Updated

Southern African leaders concluded their summit Sunday, but not their talks on Zimbabwe's protracted crisis.

The summit host, South African President Thabo Mbeki, said the Southern African Development Community's key committee on security and politics had been discussing Zimbabwe since Friday, and after formal closing ceremonies "will convene again just to deal ... with the situation of Zimbabwe."

Mbeki has been mediating power-sharing talks between Zimbabwean President Robert Mugabe and the opposition, navigating a bitter rivalry that has defied quick solutions. Zimbabwean opposition leader Morgan Tsvangirai, who attended Sunday's summit closing, said negotiations were continuing.

"The issue has not been finalized," Tsvangirai said.

In a speech Friday to SADC leaders, Tsvangirai said his Movement for Democratic Change had proposed to Mugabe's ZANU-PF party that Tsvangirai take a powerful prime minister's role in any unity government. Tsvangirai said he would concede the presidency -- and the role of military commander in chief -- to Mugabe.

That would mean a major curbing of powers Mugabe has wielded for nearly three decades, since independence from Britain in 1980. But it also would leave Mugabe, accused of deploying soldiers and police against political dissidents, at least nominally in charge of the army. Under Tsvangirai's proposal, the president would only be able to exercise military power on the advice of the prime minister.

Zimbabwean military leaders have said they would refuse to recognize Tsvangirai's authority.

Tsvangirai came first in a field of four in the first round of presidential voting in March, but did not win by the margin necessary to avoid a runoff against second-place finisher Mugabe. Tsvangirai withdrew from the June 27 runoff because of attacks on his supporters blamed on Mugabe's party militants and security forces.

Mugabe held the runoff, and was declared the overwhelming winner, though the exercise was widely denounced.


• [WHAT THIS TASK INVOLVES]: The expected response is an exact repetition of every record, with images excluded.

• [RECORD SET]:
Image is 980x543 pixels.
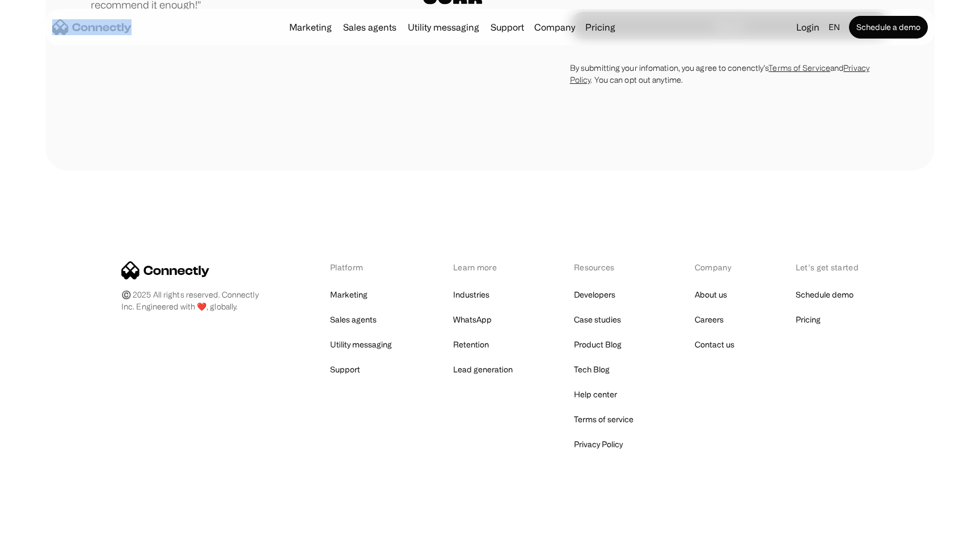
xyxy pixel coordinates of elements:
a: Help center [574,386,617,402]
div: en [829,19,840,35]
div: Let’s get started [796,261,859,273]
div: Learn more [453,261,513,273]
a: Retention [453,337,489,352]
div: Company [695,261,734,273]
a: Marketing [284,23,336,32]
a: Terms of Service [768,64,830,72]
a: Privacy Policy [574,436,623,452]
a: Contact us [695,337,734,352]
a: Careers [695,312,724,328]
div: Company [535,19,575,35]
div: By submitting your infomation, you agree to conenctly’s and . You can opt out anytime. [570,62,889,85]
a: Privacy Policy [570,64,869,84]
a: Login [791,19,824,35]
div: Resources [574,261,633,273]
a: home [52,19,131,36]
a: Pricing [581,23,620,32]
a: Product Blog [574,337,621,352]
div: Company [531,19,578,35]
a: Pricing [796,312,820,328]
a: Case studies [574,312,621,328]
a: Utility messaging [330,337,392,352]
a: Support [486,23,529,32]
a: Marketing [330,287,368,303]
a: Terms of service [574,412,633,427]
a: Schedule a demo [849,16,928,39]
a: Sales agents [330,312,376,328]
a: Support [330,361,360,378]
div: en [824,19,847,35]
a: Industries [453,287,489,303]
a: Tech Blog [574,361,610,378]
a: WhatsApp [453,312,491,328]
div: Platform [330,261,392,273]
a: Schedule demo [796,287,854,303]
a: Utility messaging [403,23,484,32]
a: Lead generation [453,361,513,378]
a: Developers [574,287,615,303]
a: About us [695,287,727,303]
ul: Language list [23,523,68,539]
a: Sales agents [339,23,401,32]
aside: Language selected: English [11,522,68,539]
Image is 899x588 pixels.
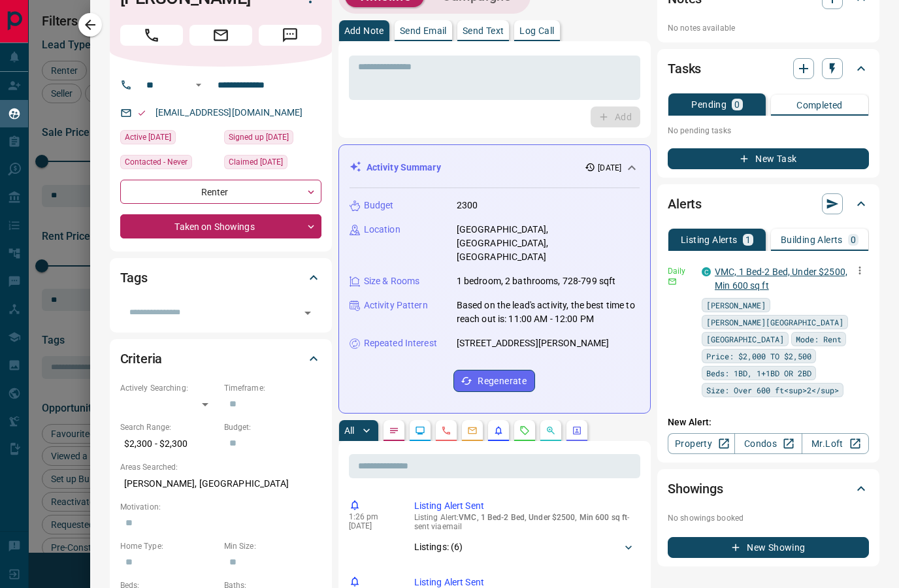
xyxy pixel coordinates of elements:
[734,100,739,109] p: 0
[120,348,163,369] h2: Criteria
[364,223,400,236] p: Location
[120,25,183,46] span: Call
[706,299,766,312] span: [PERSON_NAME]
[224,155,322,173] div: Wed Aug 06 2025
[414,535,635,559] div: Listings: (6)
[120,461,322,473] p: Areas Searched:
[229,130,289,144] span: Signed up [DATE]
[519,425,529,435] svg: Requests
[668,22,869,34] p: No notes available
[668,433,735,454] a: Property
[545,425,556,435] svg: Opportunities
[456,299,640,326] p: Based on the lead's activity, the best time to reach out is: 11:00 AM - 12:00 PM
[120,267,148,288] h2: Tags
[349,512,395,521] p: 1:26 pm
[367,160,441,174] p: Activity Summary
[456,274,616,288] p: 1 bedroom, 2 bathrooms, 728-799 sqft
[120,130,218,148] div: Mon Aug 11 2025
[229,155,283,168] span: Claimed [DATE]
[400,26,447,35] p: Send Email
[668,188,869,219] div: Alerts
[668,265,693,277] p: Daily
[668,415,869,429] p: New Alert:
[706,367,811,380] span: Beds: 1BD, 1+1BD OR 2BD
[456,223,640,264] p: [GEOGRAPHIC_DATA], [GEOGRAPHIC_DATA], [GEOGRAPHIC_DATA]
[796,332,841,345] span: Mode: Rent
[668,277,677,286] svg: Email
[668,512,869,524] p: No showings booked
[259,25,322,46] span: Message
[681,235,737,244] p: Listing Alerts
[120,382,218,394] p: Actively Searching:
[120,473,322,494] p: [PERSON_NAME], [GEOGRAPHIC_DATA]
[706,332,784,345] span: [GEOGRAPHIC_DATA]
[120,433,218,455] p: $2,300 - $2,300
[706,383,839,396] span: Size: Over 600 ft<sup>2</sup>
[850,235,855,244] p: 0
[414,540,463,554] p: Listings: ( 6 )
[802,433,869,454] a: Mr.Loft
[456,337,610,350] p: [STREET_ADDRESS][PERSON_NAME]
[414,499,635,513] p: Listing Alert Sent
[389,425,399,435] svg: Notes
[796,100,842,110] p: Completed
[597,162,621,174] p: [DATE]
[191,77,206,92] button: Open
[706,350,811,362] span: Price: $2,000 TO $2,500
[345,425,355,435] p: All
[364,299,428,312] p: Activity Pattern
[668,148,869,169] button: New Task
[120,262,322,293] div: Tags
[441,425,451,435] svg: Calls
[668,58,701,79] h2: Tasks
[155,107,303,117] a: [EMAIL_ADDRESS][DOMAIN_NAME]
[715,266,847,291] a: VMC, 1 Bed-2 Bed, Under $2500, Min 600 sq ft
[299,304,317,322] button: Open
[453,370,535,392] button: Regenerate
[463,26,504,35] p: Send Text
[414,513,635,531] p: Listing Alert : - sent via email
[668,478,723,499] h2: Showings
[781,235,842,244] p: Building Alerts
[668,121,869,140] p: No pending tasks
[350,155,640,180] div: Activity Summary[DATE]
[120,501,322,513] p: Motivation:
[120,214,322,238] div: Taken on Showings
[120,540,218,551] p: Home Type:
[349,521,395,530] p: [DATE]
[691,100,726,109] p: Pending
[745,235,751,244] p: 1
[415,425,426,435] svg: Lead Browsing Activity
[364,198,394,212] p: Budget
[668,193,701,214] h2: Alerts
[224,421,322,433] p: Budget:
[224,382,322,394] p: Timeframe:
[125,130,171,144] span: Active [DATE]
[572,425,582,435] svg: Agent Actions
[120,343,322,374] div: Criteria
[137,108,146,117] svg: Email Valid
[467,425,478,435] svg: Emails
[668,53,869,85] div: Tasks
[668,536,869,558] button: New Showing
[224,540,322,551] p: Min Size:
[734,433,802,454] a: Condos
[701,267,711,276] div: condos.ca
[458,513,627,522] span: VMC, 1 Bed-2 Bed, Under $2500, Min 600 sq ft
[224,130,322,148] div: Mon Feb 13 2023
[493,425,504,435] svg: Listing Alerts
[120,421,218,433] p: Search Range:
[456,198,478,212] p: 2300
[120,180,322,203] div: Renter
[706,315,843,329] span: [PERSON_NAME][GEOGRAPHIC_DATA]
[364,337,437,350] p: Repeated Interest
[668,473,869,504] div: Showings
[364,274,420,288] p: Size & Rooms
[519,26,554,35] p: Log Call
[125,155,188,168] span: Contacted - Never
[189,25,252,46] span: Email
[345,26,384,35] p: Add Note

• [RESPONSE BELOW]:
Image is 980x543 pixels.
xyxy pixel coordinates of elements:
a: Help center [574,386,617,402]
div: en [829,19,840,35]
div: Let’s get started [796,261,859,273]
div: Learn more [453,261,513,273]
a: Retention [453,337,489,352]
div: Company [695,261,734,273]
a: Marketing [284,23,336,32]
a: Terms of Service [768,64,830,72]
a: Privacy Policy [574,436,623,452]
a: Contact us [695,337,734,352]
a: Careers [695,312,724,328]
div: Company [535,19,575,35]
div: By submitting your infomation, you agree to conenctly’s and . You can opt out anytime. [570,62,889,85]
a: Privacy Policy [570,64,869,84]
a: Login [791,19,824,35]
div: Resources [574,261,633,273]
a: home [52,19,131,36]
a: Pricing [581,23,620,32]
a: Product Blog [574,337,621,352]
div: Company [531,19,578,35]
a: Pricing [796,312,820,328]
a: Case studies [574,312,621,328]
a: Utility messaging [330,337,392,352]
a: Support [486,23,529,32]
a: Marketing [330,287,368,303]
a: Terms of service [574,412,633,427]
a: Schedule a demo [849,16,928,39]
a: Sales agents [330,312,376,328]
a: Support [330,361,360,378]
div: en [824,19,847,35]
a: Industries [453,287,489,303]
a: Tech Blog [574,361,610,378]
a: WhatsApp [453,312,491,328]
div: Platform [330,261,392,273]
a: Schedule demo [796,287,854,303]
a: Utility messaging [403,23,484,32]
a: Lead generation [453,361,513,378]
a: Developers [574,287,615,303]
a: About us [695,287,727,303]
ul: Language list [23,523,68,539]
a: Sales agents [339,23,401,32]
aside: Language selected: English [11,522,68,539]
Image is 899x588 pixels.
xyxy pixel coordinates of elements:
[734,100,739,109] p: 0
[120,348,163,369] h2: Criteria
[364,223,400,236] p: Location
[120,25,183,46] span: Call
[706,299,766,312] span: [PERSON_NAME]
[224,155,322,173] div: Wed Aug 06 2025
[414,535,635,559] div: Listings: (6)
[120,461,322,473] p: Areas Searched:
[229,130,289,144] span: Signed up [DATE]
[519,425,529,435] svg: Requests
[668,22,869,34] p: No notes available
[668,433,735,454] a: Property
[545,425,556,435] svg: Opportunities
[456,299,640,326] p: Based on the lead's activity, the best time to reach out is: 11:00 AM - 12:00 PM
[120,267,148,288] h2: Tags
[349,512,395,521] p: 1:26 pm
[367,160,441,174] p: Activity Summary
[456,274,616,288] p: 1 bedroom, 2 bathrooms, 728-799 sqft
[120,130,218,148] div: Mon Aug 11 2025
[229,155,283,168] span: Claimed [DATE]
[400,26,447,35] p: Send Email
[668,188,869,219] div: Alerts
[668,265,693,277] p: Daily
[668,415,869,429] p: New Alert:
[706,367,811,380] span: Beds: 1BD, 1+1BD OR 2BD
[456,223,640,264] p: [GEOGRAPHIC_DATA], [GEOGRAPHIC_DATA], [GEOGRAPHIC_DATA]
[796,332,841,345] span: Mode: Rent
[668,277,677,286] svg: Email
[668,512,869,524] p: No showings booked
[259,25,322,46] span: Message
[681,235,737,244] p: Listing Alerts
[120,382,218,394] p: Actively Searching:
[120,473,322,494] p: [PERSON_NAME], [GEOGRAPHIC_DATA]
[706,332,784,345] span: [GEOGRAPHIC_DATA]
[120,433,218,455] p: $2,300 - $2,300
[706,383,839,396] span: Size: Over 600 ft<sup>2</sup>
[850,235,855,244] p: 0
[414,540,463,554] p: Listings: ( 6 )
[802,433,869,454] a: Mr.Loft
[456,337,610,350] p: [STREET_ADDRESS][PERSON_NAME]
[414,499,635,513] p: Listing Alert Sent
[389,425,399,435] svg: Notes
[796,100,842,110] p: Completed
[597,162,621,174] p: [DATE]
[191,77,206,92] button: Open
[706,350,811,362] span: Price: $2,000 TO $2,500
[345,425,355,435] p: All
[364,299,428,312] p: Activity Pattern
[668,148,869,169] button: New Task
[120,262,322,293] div: Tags
[441,425,451,435] svg: Calls
[668,58,701,79] h2: Tasks
[155,107,303,117] a: [EMAIL_ADDRESS][DOMAIN_NAME]
[715,266,847,291] a: VMC, 1 Bed-2 Bed, Under $2500, Min 600 sq ft
[299,304,317,322] button: Open
[453,370,535,392] button: Regenerate
[463,26,504,35] p: Send Text
[414,513,635,531] p: Listing Alert : - sent via email
[668,478,723,499] h2: Showings
[781,235,842,244] p: Building Alerts
[668,121,869,140] p: No pending tasks
[350,155,640,180] div: Activity Summary[DATE]
[120,501,322,513] p: Motivation:
[120,214,322,238] div: Taken on Showings
[120,540,218,551] p: Home Type:
[349,521,395,530] p: [DATE]
[691,100,726,109] p: Pending
[745,235,751,244] p: 1
[415,425,426,435] svg: Lead Browsing Activity
[364,198,394,212] p: Budget
[668,193,701,214] h2: Alerts
[224,421,322,433] p: Budget:
[224,382,322,394] p: Timeframe:
[125,130,171,144] span: Active [DATE]
[572,425,582,435] svg: Agent Actions
[120,343,322,374] div: Criteria
[137,108,146,117] svg: Email Valid
[467,425,478,435] svg: Emails
[668,53,869,85] div: Tasks
[668,536,869,558] button: New Showing
[224,540,322,551] p: Min Size:
[734,433,802,454] a: Condos
[701,267,711,276] div: condos.ca
[458,513,627,522] span: VMC, 1 Bed-2 Bed, Under $2500, Min 600 sq ft
[224,130,322,148] div: Mon Feb 13 2023
[493,425,504,435] svg: Listing Alerts
[120,421,218,433] p: Search Range:
[456,198,478,212] p: 2300
[120,180,322,203] div: Renter
[706,315,843,329] span: [PERSON_NAME][GEOGRAPHIC_DATA]
[364,337,437,350] p: Repeated Interest
[668,473,869,504] div: Showings
[364,274,420,288] p: Size & Rooms
[519,26,554,35] p: Log Call
[125,155,188,168] span: Contacted - Never
[189,25,252,46] span: Email
[345,26,384,35] p: Add Note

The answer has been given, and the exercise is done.